View Single Post
  #3 (permalink)  
Old 10-05-2019, 07:04 AM
patrickt's Avatar
patrickt patrickt is offline
Half-Ass Member
Visit my Photo Gallery

 
Join Date: Jun 2005
Cobra Make, Engine: ERA #732, 428FE (447 CID), TKO600, Solid Flat Tappet Cam, Tons of Aluminum
Posts: 22,005
Not Ranked     
Default

First, put her up on a lift and do a thorough inspection underneath for anything rubbing somehow. Assuming you don't find anything out of line, then...
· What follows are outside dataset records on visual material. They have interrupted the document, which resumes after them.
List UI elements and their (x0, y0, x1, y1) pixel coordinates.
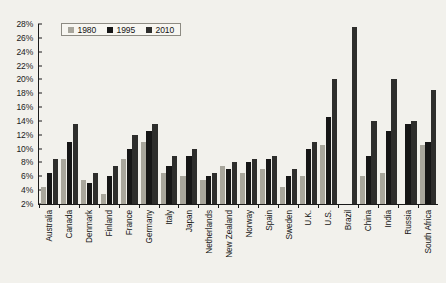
x-axis-label: Germany (144, 210, 154, 243)
y-axis-tick-label: 8% (21, 157, 33, 167)
x-axis-label-cell: South Africa (418, 209, 438, 281)
y-axis-tick-label: 18% (17, 88, 33, 98)
bar (226, 169, 231, 204)
x-axis-tick (99, 204, 119, 208)
y-axis-tick-label: 24% (17, 47, 33, 57)
bar-groups-container (40, 24, 439, 204)
bar-group (59, 24, 79, 204)
bar (431, 90, 436, 204)
x-axis-label: Australia (44, 210, 54, 241)
x-axis-label: Russia (403, 210, 413, 235)
legend-item: 2010 (146, 25, 174, 35)
bar-chart: 28%26%24%22%20%18%16%14%12%10%8%6%4%2% A… (0, 0, 446, 283)
bar (405, 124, 410, 204)
x-axis-label: Finland (104, 210, 114, 237)
x-axis-label: India (383, 210, 393, 228)
bar (280, 187, 285, 204)
y-axis-tick-label: 20% (17, 74, 33, 84)
x-axis-label: New Zealand (224, 210, 234, 258)
bar (246, 162, 251, 204)
x-axis-label-cell: Australia (40, 209, 60, 281)
legend-label: 1995 (117, 25, 136, 35)
x-axis-tick (358, 204, 378, 208)
bar-group (279, 24, 299, 204)
bar-group (159, 24, 179, 204)
bar (200, 180, 205, 204)
x-axis-tick (259, 204, 279, 208)
bar (212, 173, 217, 204)
bar (420, 145, 425, 204)
bar (206, 176, 211, 204)
bar-group (338, 24, 358, 204)
x-axis-tick (179, 204, 199, 208)
x-axis-label-cell: Japan (179, 209, 199, 281)
bar (101, 194, 106, 204)
bar (61, 159, 66, 204)
y-axis: 28%26%24%22%20%18%16%14%12%10%8%6%4%2% (0, 24, 38, 205)
x-axis-ticks (40, 204, 439, 208)
bar (81, 180, 86, 204)
bar (107, 176, 112, 204)
bar-group (318, 24, 338, 204)
x-axis-tick (318, 204, 338, 208)
x-axis-tick (40, 204, 60, 208)
bar-group (298, 24, 318, 204)
bar (286, 176, 291, 204)
x-axis-label: Spain (264, 210, 274, 231)
x-axis-label-cell: Russia (398, 209, 418, 281)
legend-label: 2010 (156, 25, 175, 35)
y-axis-tick-label: 10% (17, 144, 33, 154)
x-axis-label-cell: New Zealand (219, 209, 239, 281)
bar (113, 166, 118, 204)
bar (320, 145, 325, 204)
x-axis-label-cell: France (119, 209, 139, 281)
bar (132, 135, 137, 204)
bar (312, 142, 317, 204)
legend-swatch-icon (68, 27, 74, 33)
bar (93, 173, 98, 204)
x-axis-tick (398, 204, 418, 208)
x-axis-label: U.K. (303, 210, 313, 226)
x-axis-labels: AustraliaCanadaDenmarkFinlandFranceGerma… (40, 209, 439, 281)
bar (152, 124, 157, 204)
x-axis-label: Sweden (284, 210, 294, 239)
x-axis-label-cell: Canada (59, 209, 79, 281)
bar (161, 173, 166, 204)
bar-group (199, 24, 219, 204)
bar-group (219, 24, 239, 204)
legend-swatch-icon (107, 27, 113, 33)
bar (220, 166, 225, 204)
x-axis-label: Brazil (343, 210, 353, 230)
bar (300, 176, 305, 204)
legend-item: 1995 (107, 25, 135, 35)
x-axis-label: South Africa (423, 210, 433, 254)
bar (366, 156, 371, 204)
x-axis-tick (139, 204, 159, 208)
y-axis-tick-label: 16% (17, 102, 33, 112)
bar (47, 173, 52, 204)
legend-label: 1980 (78, 25, 97, 35)
bar (332, 79, 337, 204)
x-axis-label: France (124, 210, 134, 235)
bar-group (179, 24, 199, 204)
bar-group (378, 24, 398, 204)
bar (67, 142, 72, 204)
y-axis-tick-label: 2% (21, 199, 33, 209)
x-axis-tick (199, 204, 219, 208)
x-axis-tick (159, 204, 179, 208)
bar (41, 187, 46, 204)
x-axis-label-cell: China (358, 209, 378, 281)
x-axis-label-cell: U.K. (298, 209, 318, 281)
bar (186, 156, 191, 204)
y-axis-tick-label: 4% (21, 185, 33, 195)
bar (352, 27, 357, 204)
bar (380, 173, 385, 204)
bar (386, 131, 391, 204)
x-axis-label-cell: Norway (239, 209, 259, 281)
bar-group (358, 24, 378, 204)
x-axis-tick (279, 204, 299, 208)
x-axis-label: China (363, 210, 373, 231)
bar-group (239, 24, 259, 204)
x-axis-tick (239, 204, 259, 208)
y-axis-tick-label: 12% (17, 130, 33, 140)
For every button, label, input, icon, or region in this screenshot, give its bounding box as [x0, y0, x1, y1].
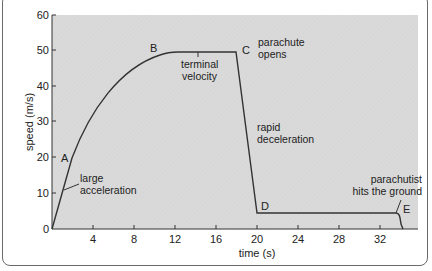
x-tick-32: 32	[374, 233, 386, 245]
svg-text:opens: opens	[258, 48, 287, 60]
y-tick-labels: 60 50 40 30 20 10 0	[37, 9, 49, 235]
point-c-label: C	[242, 44, 250, 56]
svg-text:terminal: terminal	[181, 58, 218, 70]
x-tick-16: 16	[210, 233, 222, 245]
y-axis-label: speed (m/s)	[23, 93, 35, 151]
y-tick-30: 30	[37, 115, 49, 127]
x-tick-24: 24	[292, 233, 304, 245]
svg-text:deceleration: deceleration	[257, 133, 314, 145]
x-tick-labels: 4 8 12 16 20 24 28 32	[90, 233, 386, 245]
svg-text:rapid: rapid	[257, 121, 281, 133]
x-tick-12: 12	[169, 233, 181, 245]
point-b-label: B	[150, 42, 157, 54]
speed-time-chart: 60 50 40 30 20 10 0 4 8 12 16 20 24 28 3…	[0, 0, 432, 271]
x-tick-8: 8	[131, 233, 137, 245]
y-tick-0: 0	[43, 223, 49, 235]
y-tick-10: 10	[37, 187, 49, 199]
point-d-label: D	[261, 200, 269, 212]
svg-text:acceleration: acceleration	[80, 184, 137, 196]
point-e-label: E	[403, 203, 410, 215]
point-a-label: A	[61, 152, 69, 164]
svg-text:velocity: velocity	[182, 70, 218, 82]
y-tick-50: 50	[37, 44, 49, 56]
svg-text:parachutist: parachutist	[371, 173, 422, 185]
annotation-terminal-velocity: terminal velocity	[181, 58, 218, 82]
x-tick-4: 4	[90, 233, 96, 245]
y-tick-20: 20	[37, 151, 49, 163]
svg-text:hits the ground: hits the ground	[353, 185, 423, 197]
svg-text:parachute: parachute	[258, 36, 305, 48]
y-tick-60: 60	[37, 9, 49, 21]
svg-text:large: large	[80, 172, 104, 184]
y-tick-40: 40	[37, 80, 49, 92]
x-tick-28: 28	[333, 233, 345, 245]
x-tick-20: 20	[251, 233, 263, 245]
x-axis-label: time (s)	[239, 247, 276, 259]
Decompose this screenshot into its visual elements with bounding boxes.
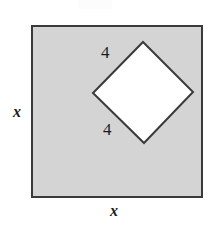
side-label-x-left: x — [13, 104, 21, 120]
geometry-figure: x x 4 4 — [0, 0, 214, 227]
figure-canvas — [0, 0, 214, 227]
side-label-x-bottom: x — [110, 203, 118, 219]
side-label-4-lower: 4 — [103, 121, 112, 138]
side-label-4-upper: 4 — [101, 44, 110, 61]
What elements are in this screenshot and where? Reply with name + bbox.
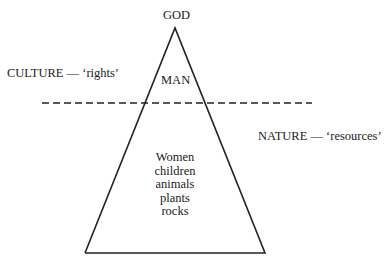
triangle-outline xyxy=(85,28,265,253)
nature-item: children xyxy=(135,165,215,179)
nature-items-list: Women children animals plants rocks xyxy=(135,151,215,219)
nature-label: NATURE — ‘resources’ xyxy=(258,129,382,143)
apex-label-god: GOD xyxy=(163,8,190,22)
man-label: MAN xyxy=(161,73,190,87)
culture-label: CULTURE — ‘rights’ xyxy=(7,66,119,80)
nature-item: plants xyxy=(135,192,215,206)
nature-item: Women xyxy=(135,151,215,165)
nature-item: animals xyxy=(135,178,215,192)
nature-item: rocks xyxy=(135,205,215,219)
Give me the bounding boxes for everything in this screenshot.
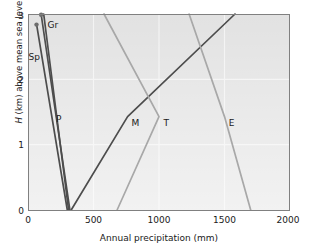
y-axis-title-rest: (km) above mean sea level: [14, 0, 24, 117]
series-label-P: P: [56, 114, 62, 124]
precipitation-elevation-chart: 0 1 2 3 0 500 1000 1500 2000 Gr Sp P M T…: [0, 0, 311, 249]
x-tick-2000: 2000: [277, 215, 300, 225]
x-tick-1500: 1500: [213, 215, 236, 225]
panel-shading: [28, 14, 290, 210]
series-marker-Sp: [34, 22, 38, 26]
y-axis-title-symbol: H: [14, 117, 24, 123]
series-label-Gr: Gr: [48, 20, 59, 30]
series-label-Sp: Sp: [29, 52, 41, 62]
x-axis-title: Annual precipitation (mm): [100, 233, 218, 243]
series-label-M: M: [132, 118, 140, 128]
series-label-T: T: [162, 118, 169, 128]
x-tick-1000: 1000: [148, 215, 171, 225]
y-tick-1: 1: [18, 140, 24, 150]
y-axis-title: H (km) above mean sea level: [14, 0, 24, 136]
chart-figure: 0 1 2 3 0 500 1000 1500 2000 Gr Sp P M T…: [0, 0, 311, 249]
series-label-E: E: [229, 118, 235, 128]
y-tick-0: 0: [18, 206, 24, 216]
x-tick-500: 500: [85, 215, 102, 225]
x-tick-0: 0: [25, 215, 31, 225]
x-tick-labels: 0 500 1000 1500 2000: [25, 215, 300, 225]
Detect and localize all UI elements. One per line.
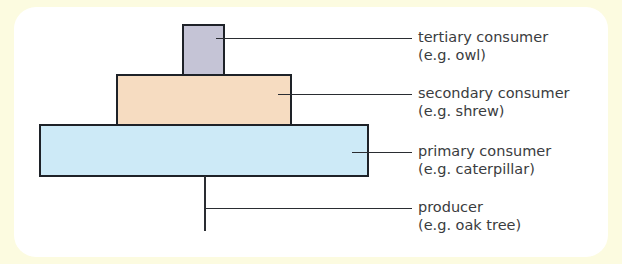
level-example: (e.g. oak tree) — [418, 216, 521, 234]
primary-consumer-label: primary consumer (e.g. caterpillar) — [418, 142, 551, 178]
tertiary-leader-line — [216, 38, 412, 39]
level-name: tertiary consumer — [418, 28, 548, 46]
producer-leader-line — [206, 208, 412, 209]
level-example: (e.g. owl) — [418, 46, 548, 64]
tertiary-consumer-bar — [182, 24, 225, 76]
level-example: (e.g. caterpillar) — [418, 160, 551, 178]
level-name: secondary consumer — [418, 84, 570, 102]
secondary-consumer-label: secondary consumer (e.g. shrew) — [418, 84, 570, 120]
secondary-consumer-bar — [116, 74, 292, 126]
primary-leader-line — [352, 152, 412, 153]
level-name: primary consumer — [418, 142, 551, 160]
producer-bar — [204, 176, 206, 231]
secondary-leader-line — [278, 94, 412, 95]
tertiary-consumer-label: tertiary consumer (e.g. owl) — [418, 28, 548, 64]
producer-label: producer (e.g. oak tree) — [418, 198, 521, 234]
level-example: (e.g. shrew) — [418, 102, 570, 120]
level-name: producer — [418, 198, 521, 216]
primary-consumer-bar — [39, 124, 369, 177]
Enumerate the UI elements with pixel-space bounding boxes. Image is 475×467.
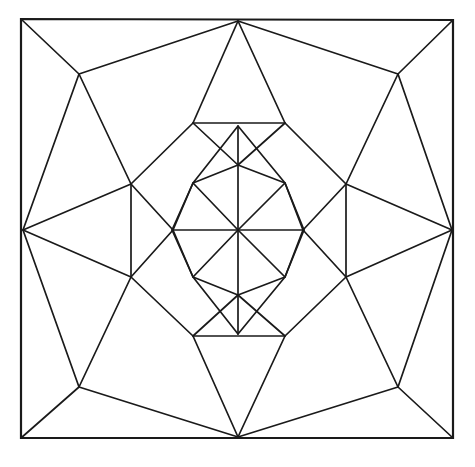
star-mandala-drawing [0,0,475,467]
figure-canvas [0,0,475,467]
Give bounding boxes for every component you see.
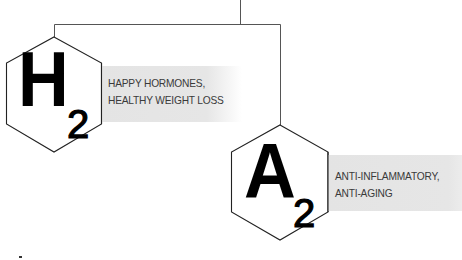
description-h2: HAPPY HORMONES, HEALTHY WEIGHT LOSS <box>108 75 224 109</box>
description-h2-line-2: HEALTHY WEIGHT LOSS <box>108 92 224 109</box>
symbol-a: A <box>244 132 296 210</box>
description-h2-line-1: HAPPY HORMONES, <box>108 75 224 92</box>
subscript-h: 2 <box>67 104 89 144</box>
stray-mark <box>19 256 22 258</box>
symbol-h: H <box>18 40 69 118</box>
subscript-a: 2 <box>293 193 315 233</box>
description-a2-line-2: ANTI-AGING <box>335 185 439 202</box>
description-a2-line-1: ANTI-INFLAMMATORY, <box>335 168 439 185</box>
description-a2: ANTI-INFLAMMATORY, ANTI-AGING <box>335 168 439 202</box>
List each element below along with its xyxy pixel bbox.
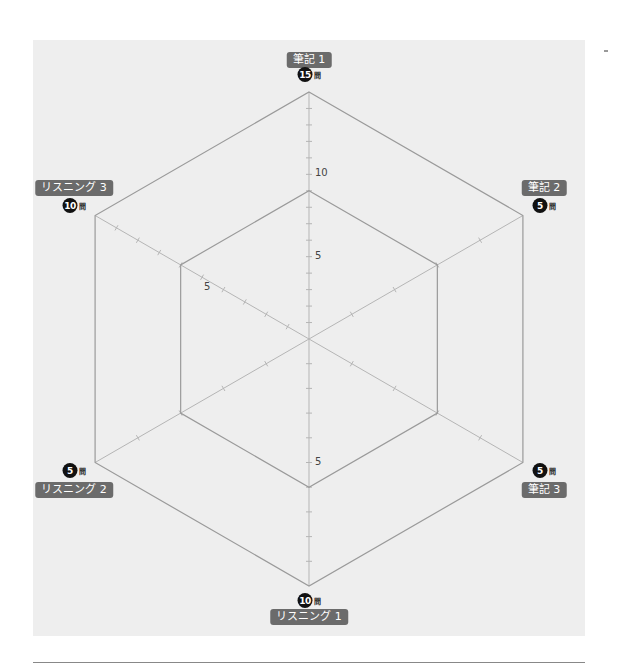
tick-label: 5 xyxy=(315,456,321,467)
axis-tick xyxy=(136,238,139,243)
axis-tick xyxy=(158,250,161,255)
axis-tick xyxy=(222,386,225,391)
radar-chart xyxy=(0,0,619,669)
axis-line xyxy=(309,216,523,340)
tick-label: 10 xyxy=(315,167,328,178)
count-unit: 問 xyxy=(79,466,86,476)
axis-tick xyxy=(479,238,482,243)
axis-tick xyxy=(286,324,289,329)
question-count-badge: 5問 xyxy=(63,463,86,478)
count-unit: 問 xyxy=(314,596,321,606)
axis-label-5: リスニング 3 xyxy=(35,180,113,196)
axis-tick xyxy=(115,225,118,230)
axis-tick xyxy=(243,299,246,304)
axis-tick xyxy=(479,435,482,440)
count-number: 15 xyxy=(298,67,313,82)
axis-tick xyxy=(393,386,396,391)
axis-label-3: リスニング 1 xyxy=(270,609,348,625)
tick-label: 5 xyxy=(204,281,210,292)
axis-tick xyxy=(350,312,353,317)
question-count-badge: 5問 xyxy=(533,198,556,213)
question-count-badge: 15問 xyxy=(298,67,321,82)
question-count-badge: 10問 xyxy=(63,198,86,213)
question-count-badge: 5問 xyxy=(533,463,556,478)
axis-label-4: リスニング 2 xyxy=(35,482,113,498)
bottom-rule xyxy=(33,662,585,663)
tick-label: 5 xyxy=(315,250,321,261)
count-number: 10 xyxy=(298,593,313,608)
axis-line xyxy=(309,339,523,463)
axis-label-1: 筆記 2 xyxy=(522,180,567,196)
axis-tick xyxy=(201,275,204,280)
question-count-badge: 10問 xyxy=(298,593,321,608)
axis-tick xyxy=(350,361,353,366)
corner-mark xyxy=(604,50,608,52)
axis-line xyxy=(95,339,309,463)
count-unit: 問 xyxy=(79,201,86,211)
axis-label-0: 筆記 1 xyxy=(287,52,332,68)
count-number: 5 xyxy=(63,463,78,478)
count-number: 5 xyxy=(533,463,548,478)
count-unit: 問 xyxy=(314,70,321,80)
count-number: 5 xyxy=(533,198,548,213)
axis-tick xyxy=(265,312,268,317)
count-number: 10 xyxy=(63,198,78,213)
axis-label-2: 筆記 3 xyxy=(522,482,567,498)
axis-tick xyxy=(136,435,139,440)
axis-tick xyxy=(222,287,225,292)
axis-tick xyxy=(265,361,268,366)
count-unit: 問 xyxy=(549,466,556,476)
count-unit: 問 xyxy=(549,201,556,211)
axis-tick xyxy=(393,287,396,292)
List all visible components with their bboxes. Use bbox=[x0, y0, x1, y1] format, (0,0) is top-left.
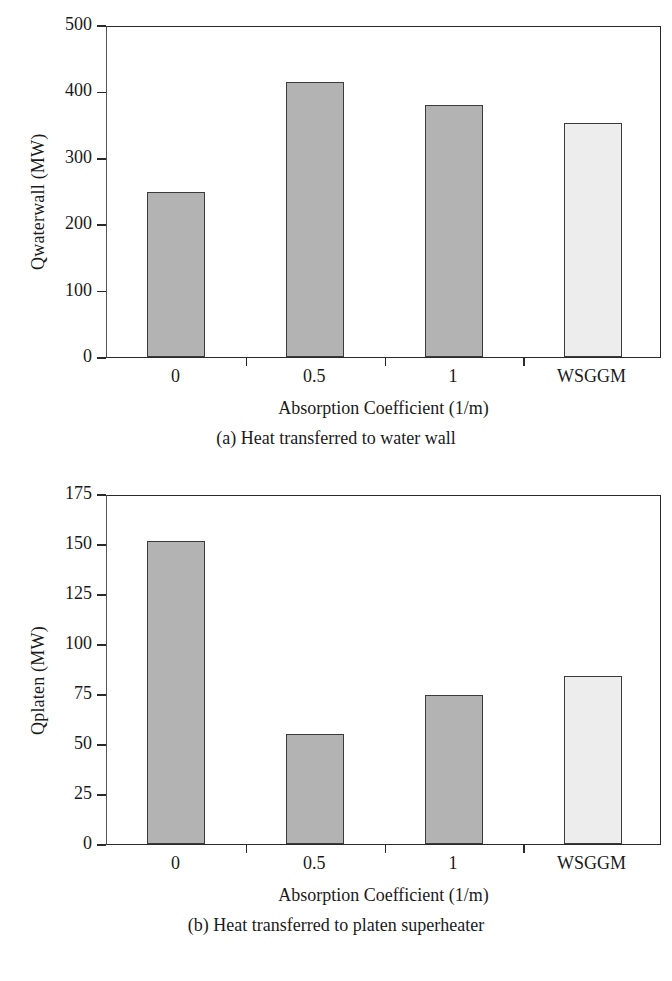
chart-panel-a: Qwaterwall (MW) 0100200300400500 00.51WS… bbox=[0, 0, 672, 480]
y-tick-label: 0 bbox=[83, 346, 92, 367]
x-tick-label-1: 1 bbox=[448, 366, 457, 387]
x-tick-mark bbox=[246, 844, 248, 853]
y-tick-label: 0 bbox=[83, 833, 92, 854]
y-tick-label: 175 bbox=[65, 483, 92, 504]
bar-0.5 bbox=[286, 734, 344, 844]
y-tick-label: 25 bbox=[74, 783, 92, 804]
x-tick-mark bbox=[385, 357, 387, 366]
x-tick-label-0: 0 bbox=[171, 853, 180, 874]
x-axis-title-b: Absorption Coefficient (1/m) bbox=[106, 885, 661, 906]
y-axis-ticks-a: 0100200300400500 bbox=[0, 26, 106, 358]
y-tick-label: 400 bbox=[65, 80, 92, 101]
y-tick-label: 50 bbox=[74, 733, 92, 754]
y-tick-label: 100 bbox=[65, 280, 92, 301]
y-tick-mark bbox=[97, 92, 106, 94]
bar-WSGGM bbox=[564, 676, 622, 844]
x-tick-label-WSGGM: WSGGM bbox=[557, 366, 626, 387]
y-tick-label: 75 bbox=[74, 683, 92, 704]
x-tick-mark bbox=[385, 844, 387, 853]
x-tick-labels-b: 00.51WSGGM bbox=[106, 853, 661, 879]
y-tick-label: 125 bbox=[65, 583, 92, 604]
y-tick-mark bbox=[97, 291, 106, 293]
y-tick-label: 300 bbox=[65, 147, 92, 168]
x-tick-label-1: 1 bbox=[448, 853, 457, 874]
x-tick-mark bbox=[246, 357, 248, 366]
chart-panel-b: Qplaten (MW) 0255075100125150175 00.51WS… bbox=[0, 480, 672, 981]
x-tick-label-0.5: 0.5 bbox=[303, 366, 326, 387]
y-tick-mark bbox=[97, 744, 106, 746]
y-axis-ticks-b: 0255075100125150175 bbox=[0, 495, 106, 845]
y-tick-mark bbox=[97, 158, 106, 160]
y-tick-label: 100 bbox=[65, 633, 92, 654]
bar-WSGGM bbox=[564, 123, 622, 357]
bar-0 bbox=[147, 192, 205, 357]
y-tick-mark bbox=[97, 544, 106, 546]
bar-1 bbox=[425, 105, 483, 357]
panel-caption-b: (b) Heat transferred to platen superheat… bbox=[0, 915, 672, 936]
y-tick-mark bbox=[97, 694, 106, 696]
y-tick-mark bbox=[97, 494, 106, 496]
y-tick-label: 500 bbox=[65, 14, 92, 35]
bar-0.5 bbox=[286, 82, 344, 357]
x-tick-label-0.5: 0.5 bbox=[303, 853, 326, 874]
y-tick-mark bbox=[97, 224, 106, 226]
y-tick-mark bbox=[97, 844, 106, 846]
panel-caption-a: (a) Heat transferred to water wall bbox=[0, 428, 672, 449]
x-tick-mark bbox=[523, 357, 525, 366]
y-tick-mark bbox=[97, 594, 106, 596]
x-tick-labels-a: 00.51WSGGM bbox=[106, 366, 661, 392]
bar-0 bbox=[147, 541, 205, 844]
y-tick-mark bbox=[97, 794, 106, 796]
bar-1 bbox=[425, 695, 483, 844]
x-axis-title-a: Absorption Coefficient (1/m) bbox=[106, 398, 661, 419]
plot-area-a bbox=[106, 26, 661, 358]
y-tick-mark bbox=[97, 644, 106, 646]
plot-area-b bbox=[106, 495, 661, 845]
x-tick-mark bbox=[523, 844, 525, 853]
x-tick-label-0: 0 bbox=[171, 366, 180, 387]
y-tick-mark bbox=[97, 357, 106, 359]
x-tick-label-WSGGM: WSGGM bbox=[557, 853, 626, 874]
figure-page: Qwaterwall (MW) 0100200300400500 00.51WS… bbox=[0, 0, 672, 981]
y-tick-label: 200 bbox=[65, 213, 92, 234]
y-tick-mark bbox=[97, 25, 106, 27]
y-tick-label: 150 bbox=[65, 533, 92, 554]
Second, take her for a drive until the squeak is nice and obvious, then pull her in to your garage and put her up in the air, with the trans in neutral, and spin all four wheels by hand. Listen and feel for a squeak. If the squeak is periodic, in time with a wheel rotation, then it almost has to be a part that is rotating as well, like a bearing, a u-joint, hubs, rotors, or that is stationary and that has a part rotating around it. But if it comes, and then goes, presumably because of thermal expansion, then it's something that is just barely touching something else -- like a cotter pin that is just barely nicking a rotating part and creating a "squeak" when it does. Situations like that almost always leave witness marks that jump right out at you when you finally stumble across them.